Israel offered to allow burial in Hebron of the town’s former mayor, Fahed Kawasme, in exchange for four Israeli soldiers missing in Lebanon for more than a year, it was disclosed here yesterday.
The offer was relayed to Amman, where Kawasme was assassinated last Saturday, apparently with the intention that the Jordanian authorities would pass it on to the Palestine Liberation Organization. But there was no official response from Amman where Kawasme was buried yesterday.
According to Shmuel Goren, coordinator of government affairs in the West Bank, who disclosed the attempted trade-off, Kawasme’s burial is an indication that there is no deal. Premier Shimon Peres, replying to questions in the Knesset today, said Israel’s offer still stands.
Kawasme was deposed in 1980 and deported for alleged pro-PLO activities. At the time of his death he was a ranking member of the PLO’s executive council. His killers are believed to be PLO dissidents apposed to Yasir Arafat. The Israeli authorities had reportedly refused a request from the Kawasme family that the remains be returned for burial in Hebron.
Goren disclosed that the authorities informed the family that Israel was prepared to grant their request in return for the missing soldiers.
ISRAELIS MISSING FOR MORE THAN A YEAR
Three of them, Zecharya Baumel, Yehuda Katz and Zvi Feldman, have been missing since they abandoned their tanks in the battle of Sultan Yaacub in the Bekaa Valley of eastern Lebanon on June 11, 1982. The fourth soldier, Samir As’ad, who served in the Sidon area, has been missing since April, 1983.
Israel had reason to believe that the soldiers are still alive or, at least, that their bodies are in the hands of the PLO, on the basis of information brought back from Amman a month ago by Israeli journalist Amnon Kapelyuk.
Kapelyuk, who covered the meeting of the Palestine National Council (PNC) in the Jordanian capital, reported that PLO chief Arafat had offered to return the bodies of eight or nine Israeli soldiers killed in Lebanon in exchange for PLO prisoners in Israel’s hands.
Peres, discussing the matter in the Knesset today, was skeptical. He said this was not the first time the PLO spread rumors which could cause anguish to Israeli families of missing soldiers. Arab sources in Amman said the PLO did not seem to have any knowledge of the four missing men sought by Israel.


(Problem requirements): Your task is to work out how many lines in the data include the word "element". Reply with the number alone.

(Records for the task):
★ ★ ★ ★ ★ ★ ★
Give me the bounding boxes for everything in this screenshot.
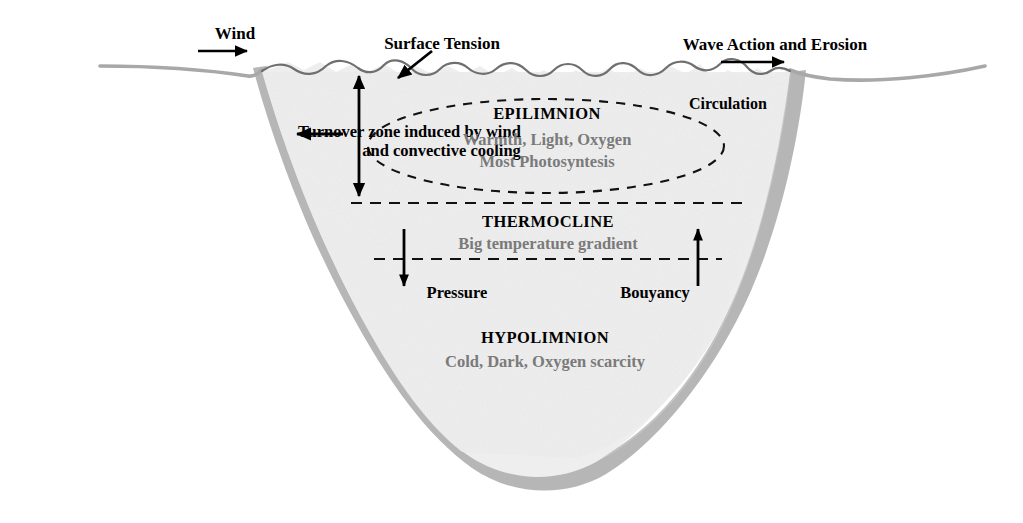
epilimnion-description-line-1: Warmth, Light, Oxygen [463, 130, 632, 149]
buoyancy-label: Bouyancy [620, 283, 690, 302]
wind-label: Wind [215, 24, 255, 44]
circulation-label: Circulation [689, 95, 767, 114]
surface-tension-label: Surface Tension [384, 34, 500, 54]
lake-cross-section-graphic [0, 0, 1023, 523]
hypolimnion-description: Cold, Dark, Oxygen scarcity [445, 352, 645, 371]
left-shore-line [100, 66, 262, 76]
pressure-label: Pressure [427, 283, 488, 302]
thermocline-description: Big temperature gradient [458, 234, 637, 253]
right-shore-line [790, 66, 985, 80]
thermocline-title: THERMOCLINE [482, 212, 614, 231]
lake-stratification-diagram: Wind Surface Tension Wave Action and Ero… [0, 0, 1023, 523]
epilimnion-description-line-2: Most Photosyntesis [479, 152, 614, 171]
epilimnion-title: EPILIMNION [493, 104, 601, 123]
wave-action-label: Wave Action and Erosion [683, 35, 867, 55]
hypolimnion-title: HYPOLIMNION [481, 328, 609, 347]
★ ★ ★ ★ ★ ★ ★
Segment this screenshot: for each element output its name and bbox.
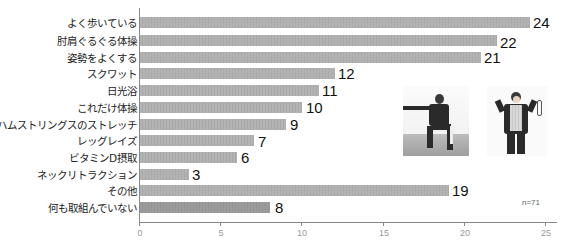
★ ★ ★ ★ ★ ★ ★
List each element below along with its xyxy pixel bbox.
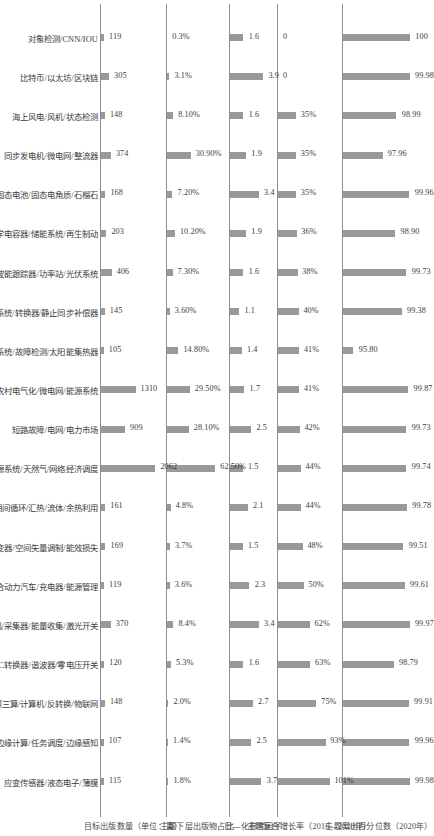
★ ★ ★ ★ ★ ★ ★
(Solved problem): 2